Janice had to have the last word. "I wanted to tell you that from my point of view, you're on the right track."

Marshall laughed, rose, and extended a hand. "Truce?"

Janice rose too, and looked astonished at his hand. "Since when are you shaking hands again?" Then she smiled, took his hand and pumped. "But yes, truce!

"And now tell me about your Don Quixote adventure, your fight against the windmills, and the kids you saved from these bandits, and adopted afterwards."

Marshall grinned. "I had no idea how that would go around.

"I wouldn't call them exactly 'adopted,' and there isn't really that much to tell. I visited them yesterday; they live with a German family and go to school. Since I was constantly traveling, I haven't seen them all that much.

"Now that may change. I'm in charge of the R amp;D facilities of the railroad company in Jena now, so I can come over on weekends."

GrantvilleTechCenter

Next morning

"Yes I know," Marshall admitted. "I should have stayed longer."

Ambrose Salerno scowled at him while nodding.

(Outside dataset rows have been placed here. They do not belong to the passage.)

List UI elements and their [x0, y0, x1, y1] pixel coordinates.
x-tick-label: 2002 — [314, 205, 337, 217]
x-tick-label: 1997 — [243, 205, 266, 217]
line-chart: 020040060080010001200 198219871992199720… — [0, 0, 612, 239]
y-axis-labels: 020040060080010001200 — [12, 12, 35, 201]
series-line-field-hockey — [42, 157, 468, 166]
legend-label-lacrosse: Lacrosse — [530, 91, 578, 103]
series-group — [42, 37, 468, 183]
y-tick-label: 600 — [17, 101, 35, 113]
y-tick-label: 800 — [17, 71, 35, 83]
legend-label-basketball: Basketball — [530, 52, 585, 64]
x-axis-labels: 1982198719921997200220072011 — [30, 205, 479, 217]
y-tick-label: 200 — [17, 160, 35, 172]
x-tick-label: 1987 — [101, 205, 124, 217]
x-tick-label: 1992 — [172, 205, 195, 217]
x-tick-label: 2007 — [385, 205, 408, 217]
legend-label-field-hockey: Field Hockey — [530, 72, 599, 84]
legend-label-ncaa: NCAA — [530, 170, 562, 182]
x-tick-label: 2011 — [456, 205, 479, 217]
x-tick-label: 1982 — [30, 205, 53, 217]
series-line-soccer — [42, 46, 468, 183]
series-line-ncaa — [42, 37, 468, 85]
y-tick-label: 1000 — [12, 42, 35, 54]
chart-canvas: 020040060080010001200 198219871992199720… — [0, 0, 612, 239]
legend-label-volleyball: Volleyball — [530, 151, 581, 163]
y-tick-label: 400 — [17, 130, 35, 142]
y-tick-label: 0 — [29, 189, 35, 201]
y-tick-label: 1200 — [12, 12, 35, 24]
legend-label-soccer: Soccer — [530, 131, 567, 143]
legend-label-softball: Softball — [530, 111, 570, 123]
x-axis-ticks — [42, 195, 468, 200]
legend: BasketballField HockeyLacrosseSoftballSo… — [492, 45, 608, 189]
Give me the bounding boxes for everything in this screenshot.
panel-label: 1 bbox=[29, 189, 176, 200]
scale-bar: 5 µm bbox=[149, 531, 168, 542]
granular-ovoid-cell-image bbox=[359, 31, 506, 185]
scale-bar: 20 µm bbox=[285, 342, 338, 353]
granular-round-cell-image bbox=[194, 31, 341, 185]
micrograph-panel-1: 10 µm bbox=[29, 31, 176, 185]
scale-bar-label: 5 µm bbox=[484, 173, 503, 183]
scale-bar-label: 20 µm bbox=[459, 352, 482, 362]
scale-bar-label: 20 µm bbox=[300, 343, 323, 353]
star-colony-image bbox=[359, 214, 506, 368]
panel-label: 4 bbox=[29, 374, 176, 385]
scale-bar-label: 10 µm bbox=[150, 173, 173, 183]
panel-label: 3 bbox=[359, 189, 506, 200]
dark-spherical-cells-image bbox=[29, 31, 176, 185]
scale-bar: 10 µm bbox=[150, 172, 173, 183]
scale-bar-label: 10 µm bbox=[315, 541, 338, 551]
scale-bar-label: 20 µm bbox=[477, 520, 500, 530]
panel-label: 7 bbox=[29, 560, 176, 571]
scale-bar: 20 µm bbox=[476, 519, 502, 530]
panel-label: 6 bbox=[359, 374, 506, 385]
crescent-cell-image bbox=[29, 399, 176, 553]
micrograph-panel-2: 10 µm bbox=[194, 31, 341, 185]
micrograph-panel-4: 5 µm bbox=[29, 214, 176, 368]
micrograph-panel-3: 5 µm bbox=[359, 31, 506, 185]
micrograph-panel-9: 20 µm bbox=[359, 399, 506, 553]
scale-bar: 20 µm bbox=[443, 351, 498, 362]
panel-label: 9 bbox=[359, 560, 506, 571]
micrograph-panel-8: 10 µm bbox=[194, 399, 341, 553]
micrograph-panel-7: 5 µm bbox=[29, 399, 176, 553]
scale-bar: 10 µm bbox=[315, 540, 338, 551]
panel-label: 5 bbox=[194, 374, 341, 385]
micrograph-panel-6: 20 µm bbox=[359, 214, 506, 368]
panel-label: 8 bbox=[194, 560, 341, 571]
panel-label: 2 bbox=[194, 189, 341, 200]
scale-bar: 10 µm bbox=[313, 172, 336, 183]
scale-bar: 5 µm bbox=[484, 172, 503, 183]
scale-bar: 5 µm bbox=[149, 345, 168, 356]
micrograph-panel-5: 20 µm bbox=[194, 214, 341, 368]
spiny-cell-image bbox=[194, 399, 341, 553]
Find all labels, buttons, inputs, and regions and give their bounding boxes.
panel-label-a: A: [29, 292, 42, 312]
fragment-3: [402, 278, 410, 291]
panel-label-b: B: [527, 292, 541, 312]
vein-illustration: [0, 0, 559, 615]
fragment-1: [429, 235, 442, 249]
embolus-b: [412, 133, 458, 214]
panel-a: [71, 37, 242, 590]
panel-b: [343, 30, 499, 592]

"Hey," Marshall continued. "It was end of school year when I left. I finished everything I had promised. And in the meantime so many down-timers have arrived here able to substitute for me. You have the real living William Oughtred here. You don't need meto teach the children the usage of slipsticks.

"You know that I didn't feel well. My asthma was getting worse, so please don't scowl on me. Now what about my proposal?"

Ambrose Salerno's furrows got deeper. "The whole senior class, you want to employ them?"

"For one thing, it's not me; it's the railroad company employing them. And for another thing, of course only those who want to work for a railroad company in Jena. But we need as many surveyors, civil engineers, machinists and so on as we can get; people with ideas and people who are not infected with up-timer attitudes."

"Ha!" Ambrose shouted, "As if your attitudes are any different."

"And that's exactly the point. If you, and I, and the West Virginian steam-heads start to build a railroad, we all know too well what can be done, and what can't be done. We know much too much of the history.